This section is from "The Horticulturist, And Journal Of Rural Art And Rural Taste", by P. Barry, A. J. Downing, J. Jay Smith, Peter B. Mead, F. W. Woodward, Henry T. Williams. Also available from Amazon: Horticulturist and Journal of Rural Art and Rural Taste.
I like these specimens, for they don't require much paint, and they never rot. With stone foundations, bedded in the ground below frost, and the posts well drilled and leaded into them, they stand forever - that is, as long as our human forevers are likely to want them.
Iron ornamental work continually increases in variety and importance, and usurps the place of other materials. It was but yesterday that iron bedsteads were introduced, and now we hare all kinds of chairs, settees, vases, lamps, summer-houses, etc.
Fig. 1 represents a lamp, quite perfect in its form and rivalling the beautiful castings in Berlin. We obtained this pattern and Fig. 2 from Mr.
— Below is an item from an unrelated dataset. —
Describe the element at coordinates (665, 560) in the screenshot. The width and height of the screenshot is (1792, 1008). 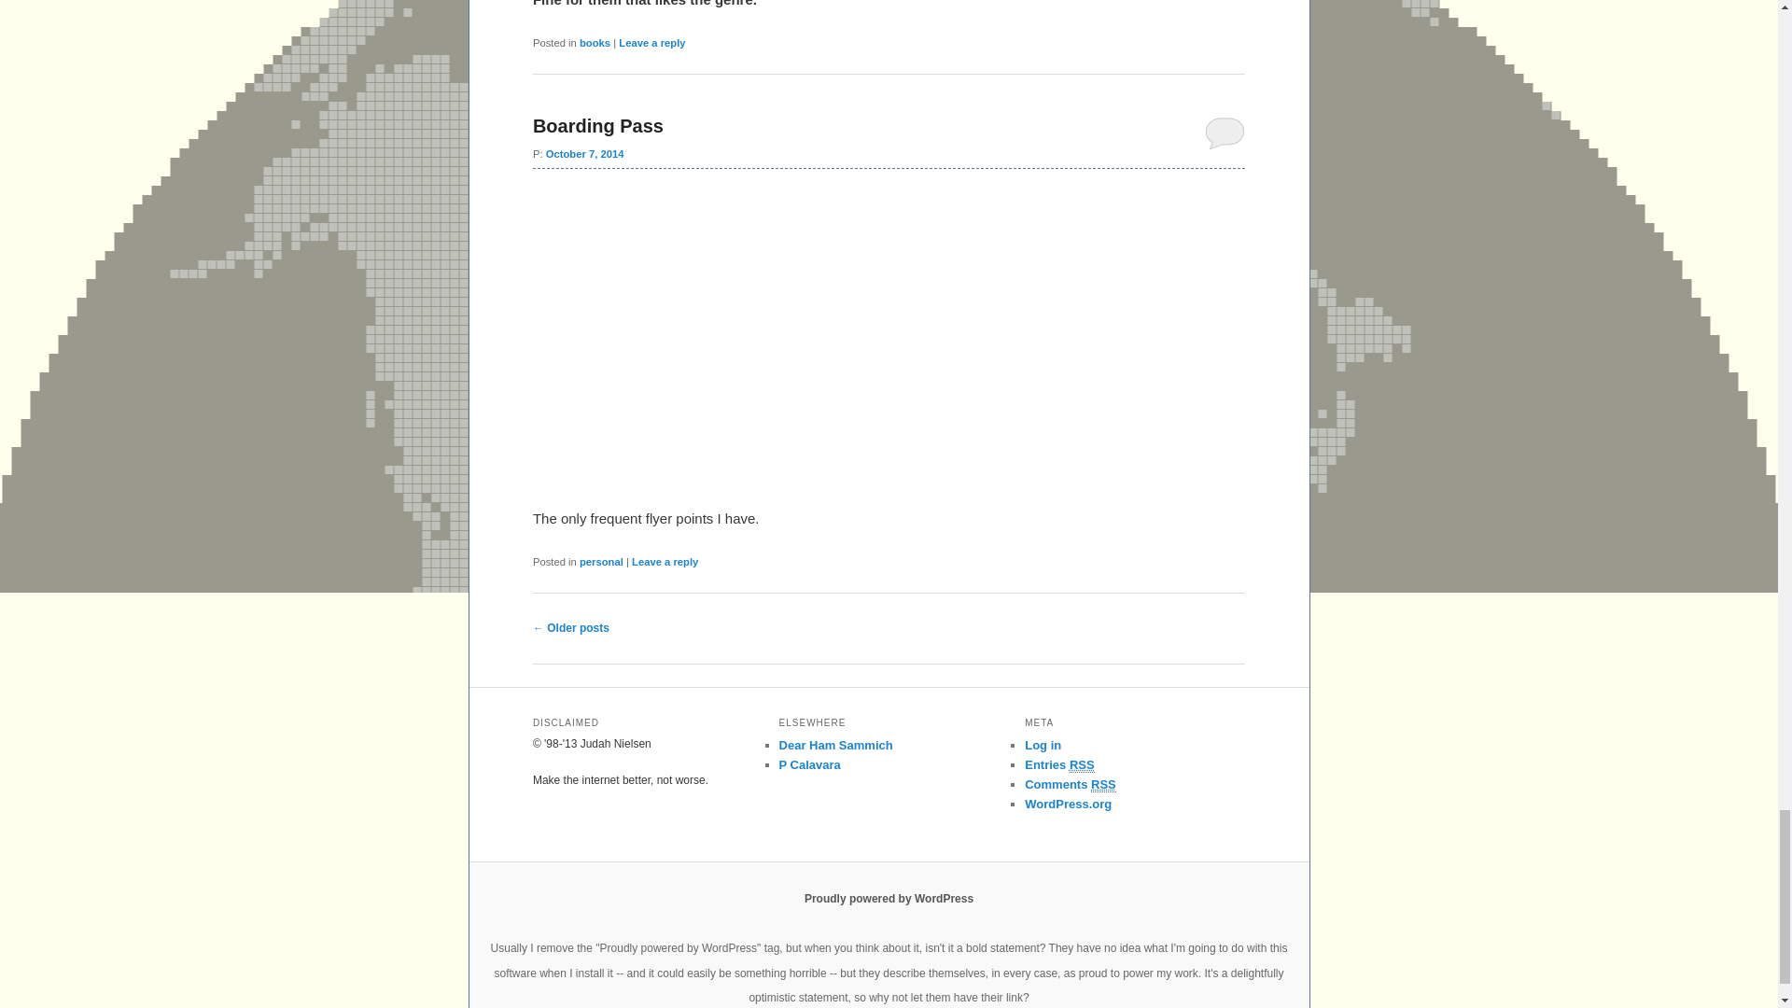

Robert Wood, of Ridge Avenue, Philadelphia, celebrated the Union over for his iron railings and ornamental castings.
Fig. 3 is also made of iron, and when these are bronzed they are beautiful household furnishings.
Fig. 4 represents a stand for flowers, to be placed on a piazza, in a hall of entrance, or drawing-room, and should be either highly painted and varnished, or, what would be preferable, bronzed. The cups catch and retain any water that may leak from the flower-pots.

Fig. 1.

Fig. 2.

Figs. 5 and 6 are chairs, much used in the open air and for cemetery lots, and the benches, Figs. 7 and 8, are similarly employed.

Fig. 7.

Fig. 8.
Iron is now used in architecture, ships,.and rigging. Wire ropes are employed in many mines. At equal strengths, a wire rope is lighter by one-third than a hemp rope, and by two-thirds than a chain, an important fact. Then we have metallic life-boats, pontoons, and army-wagons; the boats now made, it is said, cannot be broken or overset, let them be used ever so roughly, and the pontoons are models of lightness. We are to have, they say, railroads to California, and the railway to India, by the Euphrates valley, while that from Honduras to the Pacific, 161 miles, seems a fixed fact, so that the demand for iron will be unlimited.
Glass will be the next thing generally introduced, and for new purposes. We have seen a glass mantle-piece, and glass picture and looking-glass frames; there is in Philadelphia a street pavement of glass, cast in octagons, which has been laid down for many years, and is now uninjured; why not glass tables, Ac., as well as crystal palaces. Moulding glass is yet in its infancy.